The MAK 15s, the newest group of wannabe volunteers aka trainees, arrived in Macedonia this week. This also means I have officially made it through my first year, with another 15 months to go. When I read the newbies' blogs about their orientation, it feels like I was just there, wondering what the 1,000 bill in my wallet could buy and struggling to remember good morning vs. good afternoon, but it also seems like a lifetime ago because so much happened here since.
I want to think that I arrived in Macedonia not believing that I would solve world hunger through my volunteer service but even so, it has been frustrating sometimes to realize how little I can do. The role of politics in multiple facets of life here is discouraging, and it is hard to see projects stall and people I care about struggle as a result. I myself wrestle with whether I try to initiate a new endeavor and attempt to build up local support or just wait for interested locals to come to me. So far I've taken more of the latter approach because I don't want to start something and then just have it fall apart after I go. However, that means that I see a lot of needs here that don't necessarily get addressed. I hope in my second year to figure out how to strike the right balance and get more accomplished.
Reflective as I am hitting this anniversary, I took a trip down memory lane and re-read my blog entries and I certainly couldn't have asked more a more eventful year. I met tons of new people, am perfecting cooking from scratch (good experiment lately with baba ganoush), and my Macedonian is good enough that I'm starting a verbal battle with my noisy neighbors about their propensity to yell outside my window. My expectation is that there will be plenty more craziness and drama to chronicle for another 15 months, but I want to make an appeal that if anyone has some facet of life in Macedonia that they want to hear about and I have not touched on, just leave me a note in the comments. As the blog title says, what do you want?

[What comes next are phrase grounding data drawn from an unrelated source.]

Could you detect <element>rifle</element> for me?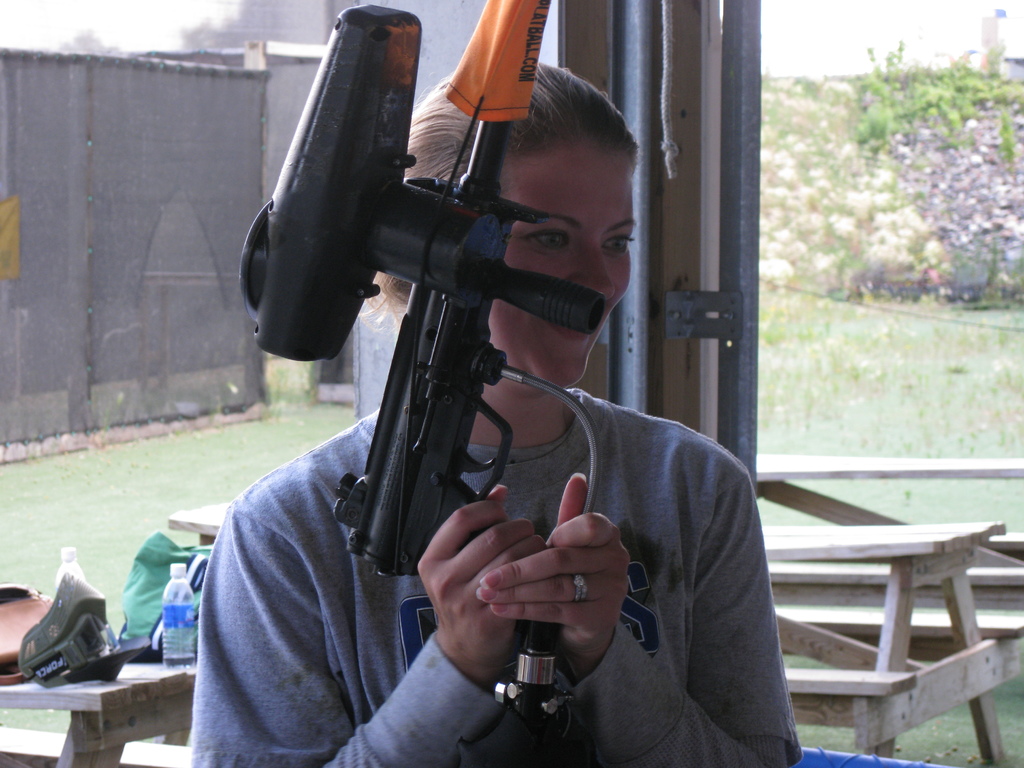
Detection result: bbox(243, 17, 603, 767).
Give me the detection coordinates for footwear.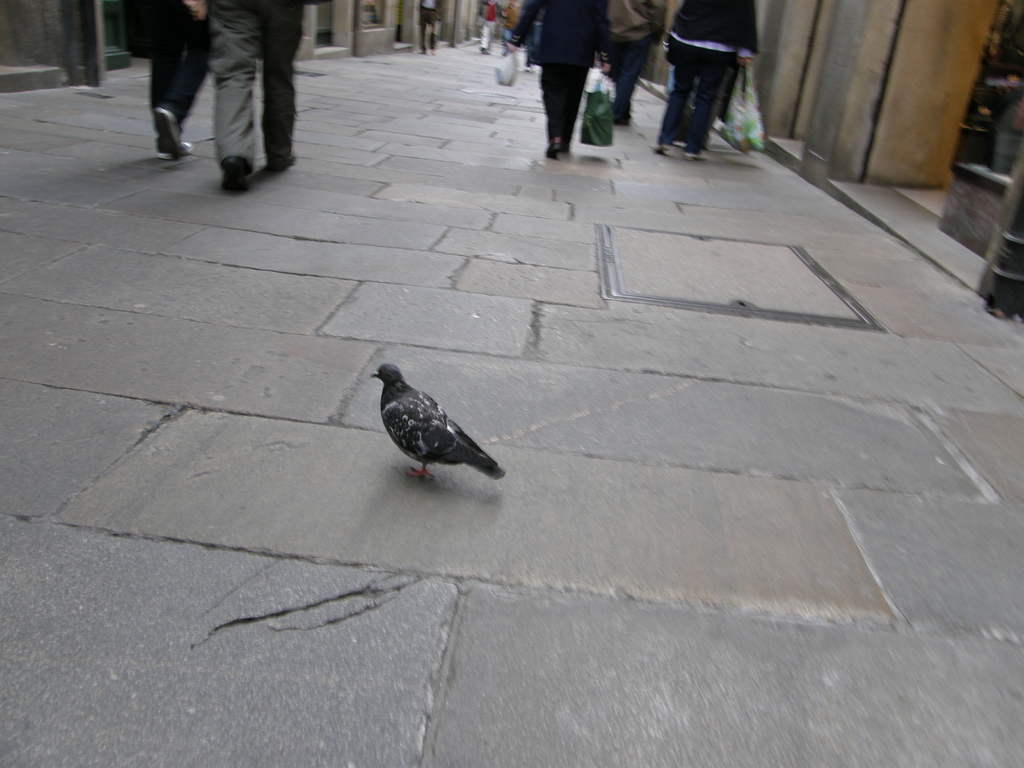
bbox=(655, 145, 668, 157).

what i find interesting/weird/disturbing about seeing the 15s starting their training is that they are all so hopeful and idealistic still. i think i have much more realistic expectations for what'll come of the next 15 months than i had, a year ago, for my service, but it's rough to see a lot of needs in my community that i can't address because people aren't coming to me about them. so far i've found that the little things i try to get going at school without support don't work out, so i don't want to take that to a higher level....but still, i do wish sometimes that i were doing a little more than going to classes and smiling at little kids.
ReplyDeleteI know what you mean, Ellen--we need the locals to be on board that 1) there is, in fact, a need and 2) they want to be part of addressing it. Keep doing what you can though--we'll both try to recapture a bit of the 15s' newbie zeal.